- A-Star has closed a $450 million third fund, its largest raise so far
- The venture firm was founded by Eventbrite co-founder Kevin Hartz and former Coatue investor Bennett Siegel
- The fund is focusing on selective seed-stage investments
Early-stage venture capital firm A-Star closed $450 million for its third fund, doubling down on selective startups.
The new fund continues the firm’s core strategy: concentrated seed-stage investing in a small number of companies, with conviction-led ownership targets and a deliberate refusal to compete in the mega-round market that has come to dominate Silicon Valley, including the $15 billion investment vehicle Andreessen Horowitz unveiled earlier this year.
A-Star, also known as A*, was founded by Kevin Hartz, Bennett Siegel and Gautam Gupta, in 2020 in San Francisco. Hartz previously built ticketing platform Eventbrite into one of Silicon Valley’s notable consumer technology businesses, while Siegel brought experience from investment firm Coatue Management. Together, they created A-Star to focus heavily on seed and pre-seed opportunities rather than competing in the increasingly crowded late-stage market.
The firm’s core investment strategy centres on concentrated early-stage backing. A-Star invests in roughly 30 to 40 startups per fund, writing cheques between $3 million and $5 million while targeting ownership stakes of at least 10%. Once it reaches that threshold in a company, the firm avoids investing in direct competitors.
Hartz believes early-stage investing works best through careful selection rather than continuously participating in every funding round until a company reaches the public markets.
A-Star’s portfolio reflects its focus on backing category-defining technology companies early. The firm has invested in major names, including Airbnb, DoorDash, Notion, Ramp, Pinterest, and Palantir Technologies. More recent bets include startups such as Krea, Mercor, Paraform, and Decagon, highlighting A-Star’s growing interest in enterprise software, automation, and next-generation digital infrastructure.
Looking ahead, A-Star plans to deploy the new $450 million fund over nearly three years. The firm is betting that patient capital allocation and targeted ownership strategies will continue to create opportunities, even as the broader venture market becomes increasingly dominated by massive funding rounds and escalating competition for breakout startups.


The answer should be one number only, namely how many lines of the records hold the word "sample".

*** Exercise material ***

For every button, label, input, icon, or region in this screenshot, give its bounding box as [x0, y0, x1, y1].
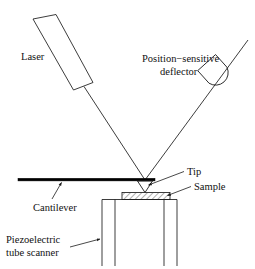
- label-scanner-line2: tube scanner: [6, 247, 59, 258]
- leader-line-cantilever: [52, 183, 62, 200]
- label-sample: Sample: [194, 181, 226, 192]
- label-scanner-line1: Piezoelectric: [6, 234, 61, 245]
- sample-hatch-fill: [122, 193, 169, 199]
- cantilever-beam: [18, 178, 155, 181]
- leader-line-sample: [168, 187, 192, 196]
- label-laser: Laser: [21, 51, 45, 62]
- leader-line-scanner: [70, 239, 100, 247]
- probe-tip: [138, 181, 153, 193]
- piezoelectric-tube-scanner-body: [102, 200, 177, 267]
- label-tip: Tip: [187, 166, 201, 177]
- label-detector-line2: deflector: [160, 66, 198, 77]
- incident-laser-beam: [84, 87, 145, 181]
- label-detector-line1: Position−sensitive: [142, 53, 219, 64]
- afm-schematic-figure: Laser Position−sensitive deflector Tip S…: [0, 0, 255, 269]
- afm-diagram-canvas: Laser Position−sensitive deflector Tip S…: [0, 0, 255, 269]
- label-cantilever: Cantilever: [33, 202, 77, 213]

***

■ **Output for this exercise**
3